The origins of Crooked Flower go all the way back to when Daniel Erik, age four, visited the home studio of St. Louis songwriter and guitarist Dan Ingberman. Inspired by the array of instruments and recording equipment, Erik took up the guitar and was already giving concerts by the first grade. In 2011, age eighteen, Erik moved to Berkeley, California, where Ingberman was then teaching and the two musicians began playing together. 

Three years later, they recruited drummer Patrick Shields and singer, guitarist, and keyboardist Angelina Dang who had already established herself as an R&B singer. Since then, Crooked Flower has recorded three albums at Green Day's Jingletown Studios in Oakland.

The music video (above) is for the song “Around and Around,” a single from their upcoming album due in April.  It begins with Dang, her straight orange hair bracketed by headphones, superimposed over a tunneling, kaleidoscopic back drop.
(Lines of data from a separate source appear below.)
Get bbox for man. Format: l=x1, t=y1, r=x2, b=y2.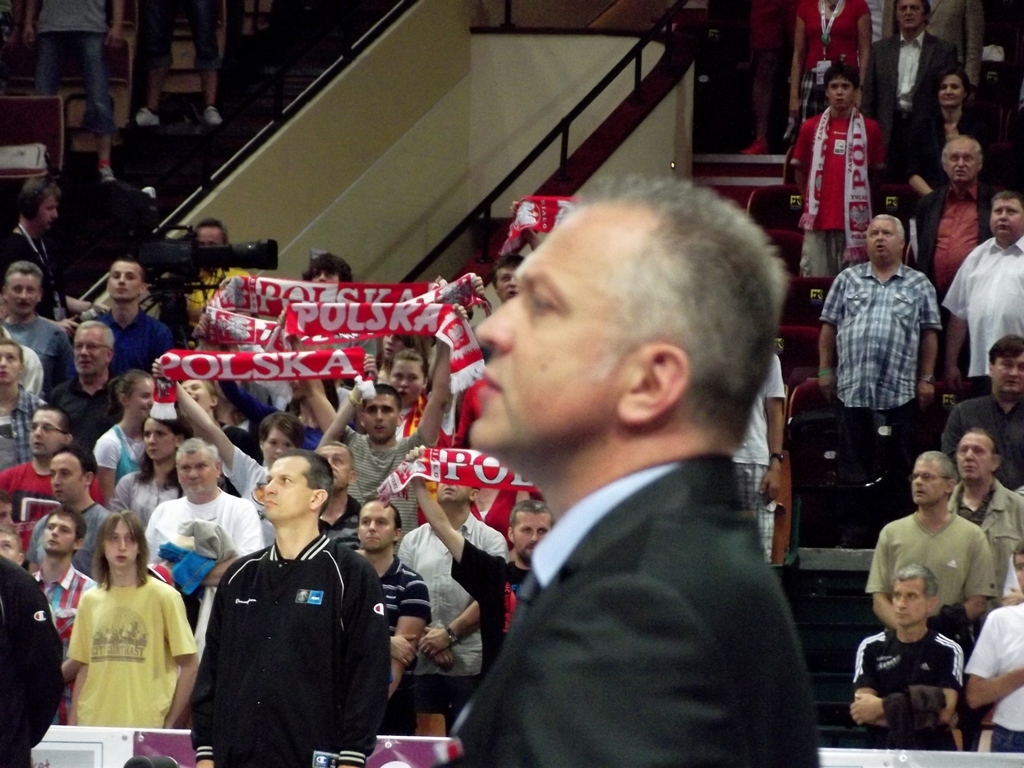
l=413, t=480, r=553, b=680.
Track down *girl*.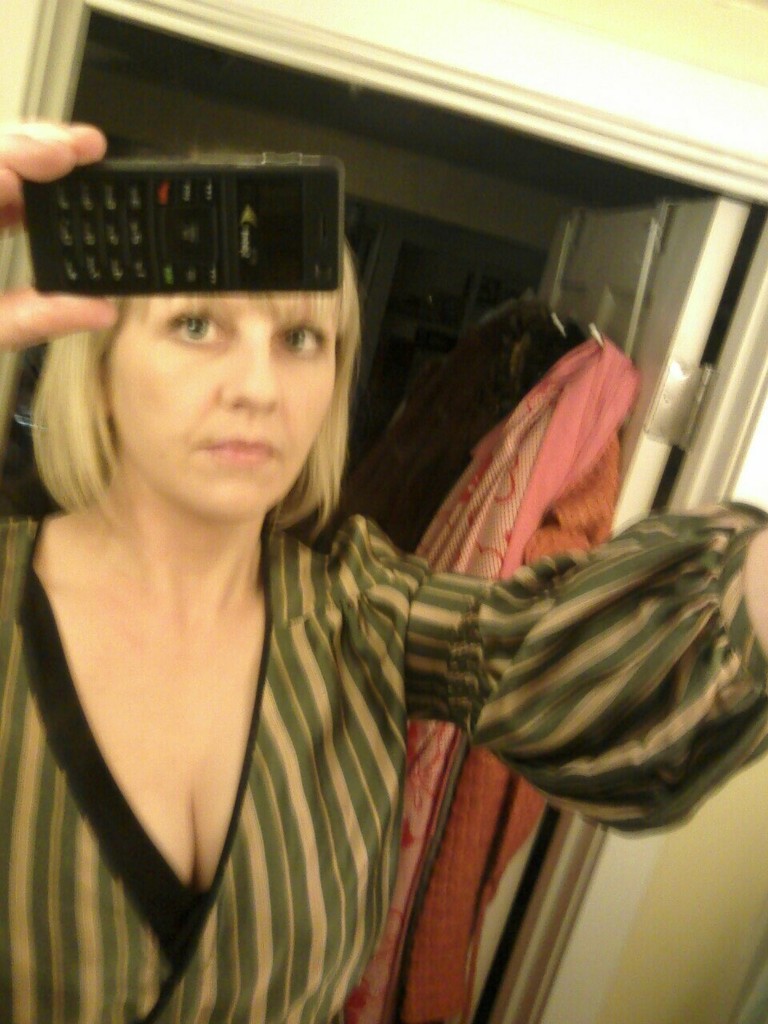
Tracked to box(0, 114, 767, 1023).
The rest of the band appears behind her as she begins singing, her previous smile betraying what the song is going to be about:

You left me all alone / Left me sitting by the side of the road,” she sings. “You made me laugh / But you mad me cry / Made me feel like I was going to die…”

The music of the song is quirky, chirpy, and catchy while the lyrics continue to express anguish: “Baby, I just can’t take it no more / Oh, baby, I just can’t fake it no more…” Heavy lyrics for such a fun song.

The video soon morphs into a tapestry of Dang surrounded by her various bandmates in a recording studio. Their images blend with time lapsed train tunnels, amorphous, gelatinous tubing, hyper blue lightning, and a slow, iridescent rain of fireworks, among other random things. It looks cool as shit actually.

“Around and Around” contains a psychedelic slowed-down, Robert Smith-ish bridge. A cascade of dollar bills surrounds Dang’s face. The way she then sings to the camera with brows raised, intense eyes glaring as her lips make a sexy snarl causes me to believe that this song (or this part of it anyway) is actually directed at someone she personally knows. The money is now aflame. “That job of yours ain’t gonna make you rich / Yeah, that sucks and you’re a bitch…Bitch, bitch, BITCH!” 

The song regains its original pace and feel-good rhythm. She’s vindicated and loving it. Or grooving out to it anyway. No sweeter revenge than a song this good.